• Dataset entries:

BEGIN

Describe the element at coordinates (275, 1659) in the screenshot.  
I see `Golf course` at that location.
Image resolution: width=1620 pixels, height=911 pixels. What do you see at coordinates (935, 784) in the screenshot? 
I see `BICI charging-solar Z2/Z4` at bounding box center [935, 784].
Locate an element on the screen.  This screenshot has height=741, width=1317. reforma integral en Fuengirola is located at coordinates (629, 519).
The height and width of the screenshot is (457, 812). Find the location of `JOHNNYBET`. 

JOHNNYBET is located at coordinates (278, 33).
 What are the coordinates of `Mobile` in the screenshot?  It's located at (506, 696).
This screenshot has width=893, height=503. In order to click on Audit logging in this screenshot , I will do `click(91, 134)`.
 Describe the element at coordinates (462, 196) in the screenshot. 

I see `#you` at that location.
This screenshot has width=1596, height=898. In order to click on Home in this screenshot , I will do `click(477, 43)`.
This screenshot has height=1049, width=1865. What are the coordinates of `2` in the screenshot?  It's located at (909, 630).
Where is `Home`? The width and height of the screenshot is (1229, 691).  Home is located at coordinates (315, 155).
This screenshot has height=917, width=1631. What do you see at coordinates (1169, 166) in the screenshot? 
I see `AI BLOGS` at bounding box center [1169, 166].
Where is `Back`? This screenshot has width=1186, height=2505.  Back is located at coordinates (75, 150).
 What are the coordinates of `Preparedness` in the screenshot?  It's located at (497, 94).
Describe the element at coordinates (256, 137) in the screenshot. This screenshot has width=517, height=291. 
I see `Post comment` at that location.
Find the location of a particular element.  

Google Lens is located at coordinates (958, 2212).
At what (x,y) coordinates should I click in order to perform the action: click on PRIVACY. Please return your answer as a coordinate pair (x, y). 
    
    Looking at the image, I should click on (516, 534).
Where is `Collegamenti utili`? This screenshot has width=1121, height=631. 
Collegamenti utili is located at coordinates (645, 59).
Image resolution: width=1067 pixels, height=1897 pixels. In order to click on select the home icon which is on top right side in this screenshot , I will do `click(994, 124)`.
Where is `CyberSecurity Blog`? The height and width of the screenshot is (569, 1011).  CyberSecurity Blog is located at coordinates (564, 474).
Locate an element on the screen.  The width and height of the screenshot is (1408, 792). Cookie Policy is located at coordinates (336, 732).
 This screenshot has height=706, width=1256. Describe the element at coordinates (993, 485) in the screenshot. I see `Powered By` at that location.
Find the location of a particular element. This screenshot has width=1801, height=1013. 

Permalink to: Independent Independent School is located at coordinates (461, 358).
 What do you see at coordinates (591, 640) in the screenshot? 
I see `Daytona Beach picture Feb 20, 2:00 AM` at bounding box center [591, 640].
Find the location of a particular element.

END

• WHAT TO WORK ON:
Quote all the records. Keep every word exact.

• WRITTEN RESPONSE:
Describe the element at coordinates (275, 1659) in the screenshot.  
I see `Golf course` at that location.
Image resolution: width=1620 pixels, height=911 pixels. What do you see at coordinates (935, 784) in the screenshot? 
I see `BICI charging-solar Z2/Z4` at bounding box center [935, 784].
Locate an element on the screen.  This screenshot has height=741, width=1317. reforma integral en Fuengirola is located at coordinates (629, 519).
The height and width of the screenshot is (457, 812). Find the location of `JOHNNYBET`. 

JOHNNYBET is located at coordinates (278, 33).
 What are the coordinates of `Mobile` in the screenshot?  It's located at (506, 696).
This screenshot has width=893, height=503. In order to click on Audit logging in this screenshot , I will do `click(91, 134)`.
 Describe the element at coordinates (462, 196) in the screenshot. 

I see `#you` at that location.
This screenshot has width=1596, height=898. In order to click on Home in this screenshot , I will do `click(477, 43)`.
This screenshot has height=1049, width=1865. What are the coordinates of `2` in the screenshot?  It's located at (909, 630).
Where is `Home`? The width and height of the screenshot is (1229, 691).  Home is located at coordinates (315, 155).
This screenshot has height=917, width=1631. What do you see at coordinates (1169, 166) in the screenshot? 
I see `AI BLOGS` at bounding box center [1169, 166].
Where is `Back`? This screenshot has width=1186, height=2505.  Back is located at coordinates (75, 150).
 What are the coordinates of `Preparedness` in the screenshot?  It's located at (497, 94).
Describe the element at coordinates (256, 137) in the screenshot. This screenshot has width=517, height=291. 
I see `Post comment` at that location.
Find the location of a particular element.  

Google Lens is located at coordinates (958, 2212).
At what (x,y) coordinates should I click in order to perform the action: click on PRIVACY. Please return your answer as a coordinate pair (x, y). 
    
    Looking at the image, I should click on (516, 534).
Where is `Collegamenti utili`? This screenshot has width=1121, height=631. 
Collegamenti utili is located at coordinates (645, 59).
Image resolution: width=1067 pixels, height=1897 pixels. In order to click on select the home icon which is on top right side in this screenshot , I will do `click(994, 124)`.
Where is `CyberSecurity Blog`? The height and width of the screenshot is (569, 1011).  CyberSecurity Blog is located at coordinates (564, 474).
Locate an element on the screen.  The width and height of the screenshot is (1408, 792). Cookie Policy is located at coordinates (336, 732).
 This screenshot has height=706, width=1256. Describe the element at coordinates (993, 485) in the screenshot. I see `Powered By` at that location.
Find the location of a particular element. This screenshot has width=1801, height=1013. 

Permalink to: Independent Independent School is located at coordinates (461, 358).
 What do you see at coordinates (591, 640) in the screenshot? 
I see `Daytona Beach picture Feb 20, 2:00 AM` at bounding box center [591, 640].
Find the location of a particular element.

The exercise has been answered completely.